Hinton, who made a critical contribution to AI research in the 1970s with his work on neural networks, told several news outlets this week that large technology companies were moving too fast on deploying AI to the public. Part of the problem was that AI was achieving humanlike capabilities more quickly than experts had forecast. "That's scary," he told the New York Times.
Hinton's concerns certainly make sense, but they would have been more effective if they had come several years earlier, when other researchers who didn't have retirement to fall back on were ringing the same alarm bells.
Tellingly, Hinton in a tweet sought to clarify how the New York Times characterized his motivations, worried that the article suggested he had left Google to criticize it. "Actually, I left so that I could talk about the dangers of AI without considering how this impacts Google," he said. "Google has acted very responsibly."

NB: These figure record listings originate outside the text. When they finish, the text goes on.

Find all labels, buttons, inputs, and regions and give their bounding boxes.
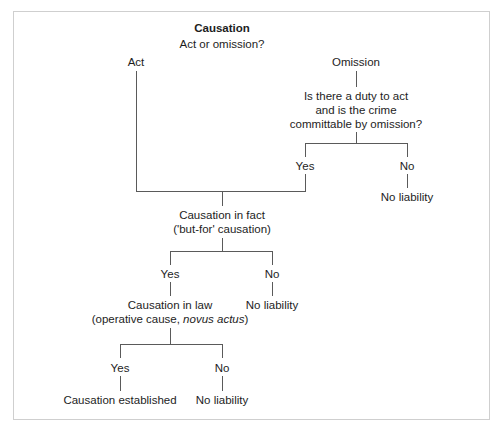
causation-in-law-line1: Causation in law (128, 298, 212, 312)
causation-in-law-line2: (operative cause, novus actus) (92, 312, 249, 326)
law-yes-connector (120, 376, 121, 391)
act-node: Act (128, 55, 145, 69)
law-yes: Yes (111, 361, 130, 375)
join-stem (222, 191, 223, 206)
duty-no-result: No liability (381, 190, 433, 204)
causation-in-fact-line1: Causation in fact (179, 208, 265, 222)
duty-no-connector (407, 174, 408, 188)
law-no-result: No liability (196, 393, 248, 407)
novus-actus-text: novus actus (183, 313, 244, 325)
law-stem (170, 328, 171, 344)
law-line2-prefix: (operative cause, (92, 313, 183, 325)
law-split (120, 344, 223, 345)
fact-yes: Yes (161, 267, 180, 281)
causation-established-result: Causation established (63, 393, 176, 407)
act-omission-join (136, 191, 306, 192)
duty-yes-connector (305, 174, 306, 191)
act-connector (136, 71, 137, 191)
omission-node: Omission (332, 55, 380, 69)
fact-split (170, 251, 273, 252)
duty-yes: Yes (296, 159, 315, 173)
law-no: No (215, 361, 230, 375)
diagram-title: Causation (194, 21, 250, 35)
duty-question-line1: Is there a duty to act (304, 89, 408, 103)
duty-question-line3: committable by omission? (290, 117, 422, 131)
duty-yes-branch (305, 143, 306, 157)
duty-question-line2: and is the crime (315, 103, 396, 117)
fact-no-branch (272, 251, 273, 265)
fact-stem (222, 238, 223, 251)
law-no-connector (222, 376, 223, 391)
law-yes-branch (120, 344, 121, 358)
duty-split (305, 143, 408, 144)
causation-in-fact-line2: ('but-for' causation) (173, 222, 271, 236)
fact-no-connector (272, 282, 273, 296)
duty-stem (356, 132, 357, 143)
fact-yes-connector (170, 282, 171, 296)
law-no-branch (222, 344, 223, 358)
duty-no: No (400, 159, 415, 173)
fact-no: No (265, 267, 280, 281)
duty-no-branch (407, 143, 408, 157)
law-line2-suffix: ) (244, 313, 248, 325)
omission-connector (356, 71, 357, 87)
root-question: Act or omission? (179, 37, 264, 51)
fact-no-result: No liability (246, 298, 298, 312)
fact-yes-branch (170, 251, 171, 265)
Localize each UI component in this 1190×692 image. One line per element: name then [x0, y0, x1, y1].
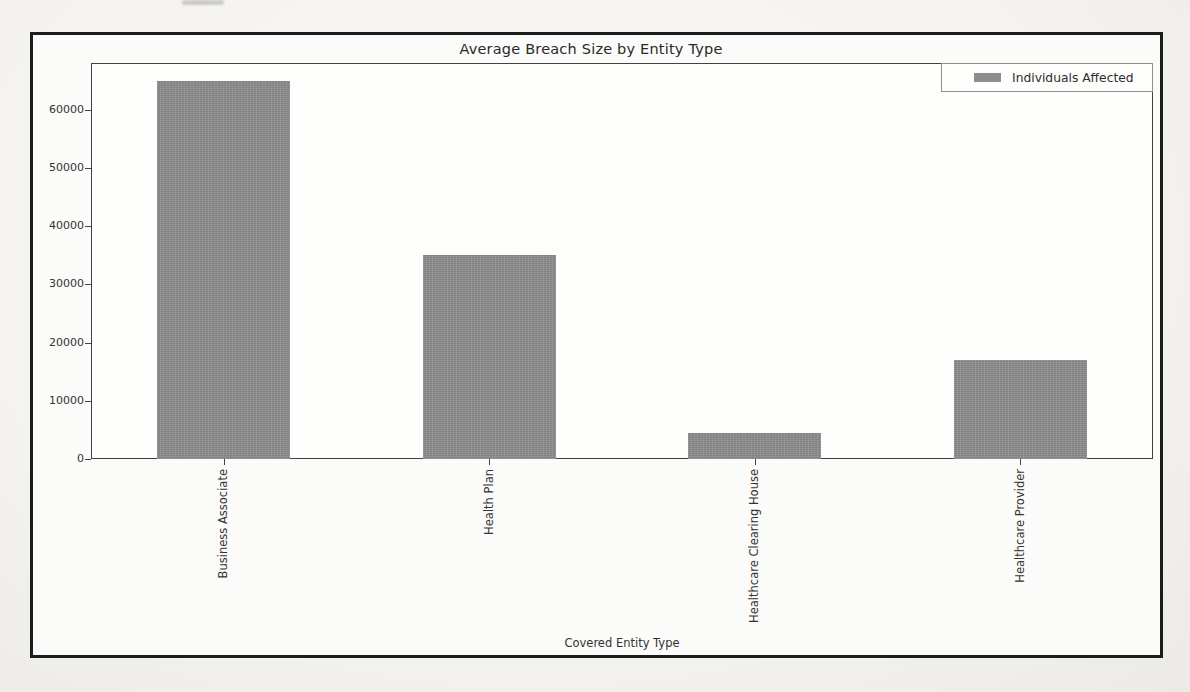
- bar: [954, 360, 1087, 459]
- x-tick-mark: [224, 459, 225, 465]
- scanned-page: Average Breach Size by Entity Type 01000…: [0, 0, 1190, 692]
- y-tick-mark: [85, 401, 91, 402]
- x-tick-mark: [1020, 459, 1021, 465]
- y-tick-mark: [85, 226, 91, 227]
- x-tick-mark: [755, 459, 756, 465]
- y-tick-label: 40000: [32, 219, 84, 233]
- x-category-label: Business Associate: [217, 469, 230, 578]
- y-tick-label: 20000: [32, 336, 84, 350]
- x-axis-title: Covered Entity Type: [91, 636, 1153, 650]
- y-tick-mark: [85, 168, 91, 169]
- y-tick-mark: [85, 343, 91, 344]
- y-tick-label: 0: [32, 452, 84, 466]
- y-tick-label: 60000: [32, 103, 84, 117]
- legend-swatch: [974, 73, 1001, 82]
- bar: [157, 81, 290, 460]
- bar: [688, 433, 821, 459]
- legend-label: Individuals Affected: [1012, 71, 1134, 85]
- y-tick-label: 10000: [32, 394, 84, 408]
- x-category-label: Health Plan: [483, 469, 496, 535]
- y-tick-label: 30000: [32, 277, 84, 291]
- y-tick-mark: [85, 459, 91, 460]
- y-tick-mark: [85, 110, 91, 111]
- y-tick-mark: [85, 284, 91, 285]
- x-tick-mark: [489, 459, 490, 465]
- y-tick-label: 50000: [32, 161, 84, 175]
- chart-title: Average Breach Size by Entity Type: [60, 41, 1122, 57]
- x-category-label: Healthcare Clearing House: [748, 469, 761, 623]
- x-category-label: Healthcare Provider: [1014, 469, 1027, 583]
- scan-artifact: [182, 0, 224, 5]
- bar: [423, 255, 556, 459]
- legend: Individuals Affected: [941, 63, 1153, 92]
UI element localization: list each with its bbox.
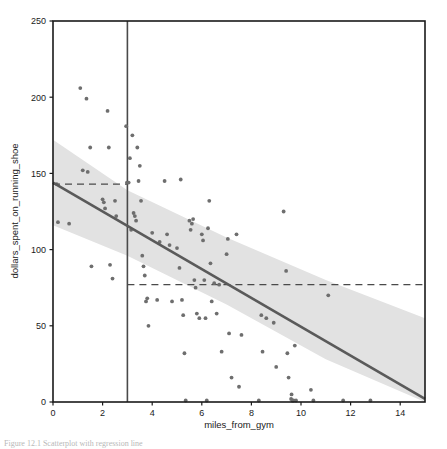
x-tick-label: 0 [50,408,55,418]
figure-root: 02468101214050100150200250 miles_from_gy… [0,0,447,449]
y-axis-title: dollars_spent_on_running_shoe [9,143,20,278]
x-tick-label: 2 [100,408,105,418]
scatter-plot: 02468101214050100150200250 miles_from_gy… [0,0,447,449]
y-tick-label: 200 [31,93,46,103]
x-tick-label: 4 [150,408,155,418]
x-tick-label: 8 [249,408,254,418]
y-tick-label: 100 [31,245,46,255]
x-axis-title: miles_from_gym [204,419,274,430]
y-tick-label: 250 [31,16,46,26]
x-tick-label: 6 [199,408,204,418]
x-tick-label: 12 [346,408,356,418]
y-tick-label: 150 [31,169,46,179]
y-tick-label: 50 [36,321,46,331]
figure-caption: Figure 12.1 Scatterplot with regression … [4,439,143,448]
x-tick-label: 10 [296,408,306,418]
y-tick-label: 0 [41,397,46,407]
x-tick-label: 14 [395,408,405,418]
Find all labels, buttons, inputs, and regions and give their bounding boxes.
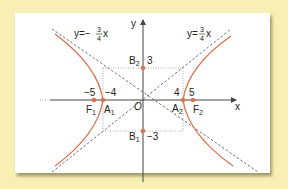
point-B1 <box>141 129 146 134</box>
svg-text:x: x <box>206 28 211 39</box>
hyperbola-diagram: y x O y=− 3 4 x y= 3 4 x −5 −4 4 5 3 −3 … <box>0 0 288 189</box>
svg-text:y=: y= <box>187 28 198 39</box>
point-A2 <box>181 98 186 103</box>
hyperbola-right-branch <box>183 36 233 166</box>
svg-text:3: 3 <box>97 26 101 33</box>
svg-text:y=−: y=− <box>74 28 91 39</box>
label-F1: F1 <box>86 104 96 116</box>
svg-text:3: 3 <box>200 26 204 33</box>
origin-label: O <box>134 101 142 112</box>
x-axis-label: x <box>235 101 240 112</box>
svg-text:4: 4 <box>200 35 204 42</box>
asymptote-label-negative: y=− 3 4 x <box>74 26 108 42</box>
svg-text:4: 4 <box>97 35 101 42</box>
point-F2 <box>191 98 196 103</box>
label-minus4: −4 <box>105 87 117 98</box>
label-4: 4 <box>174 87 180 98</box>
svg-text:x: x <box>103 28 108 39</box>
point-B2 <box>141 66 146 71</box>
label-A2: A2 <box>172 103 183 115</box>
asymptote-label-positive: y= 3 4 x <box>187 26 211 42</box>
y-axis-label: y <box>131 18 136 29</box>
point-A1 <box>101 98 106 103</box>
label-minus5: −5 <box>84 87 96 98</box>
label-B1: B1 <box>129 131 140 143</box>
label-A1: A1 <box>104 104 115 116</box>
label-3: 3 <box>147 55 153 66</box>
label-minus3: −3 <box>147 131 159 142</box>
label-F2: F2 <box>193 104 203 116</box>
point-F1 <box>92 98 97 103</box>
label-5: 5 <box>189 87 195 98</box>
label-B2: B2 <box>129 55 140 67</box>
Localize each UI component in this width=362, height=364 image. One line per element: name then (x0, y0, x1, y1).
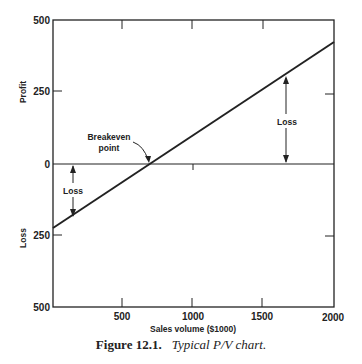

While Hinton's prominence in the field might have insulated him from blowback, the episode highlights a chronic problem in AI research: Large technology companies have such a stranglehold on AI research that many of their scientists are afraid of airing their concerns for fear of harming their career prospects.
You can understand why. Meredith Whittaker, a former research manager at Google, had to spend thousands of dollars on lawyers in 2018 after she helped organize the walkout of 20,000 Google employees over the company's contracts with the U.S. Department of Defense. "It's really, really scary to go up against Google," she tells me.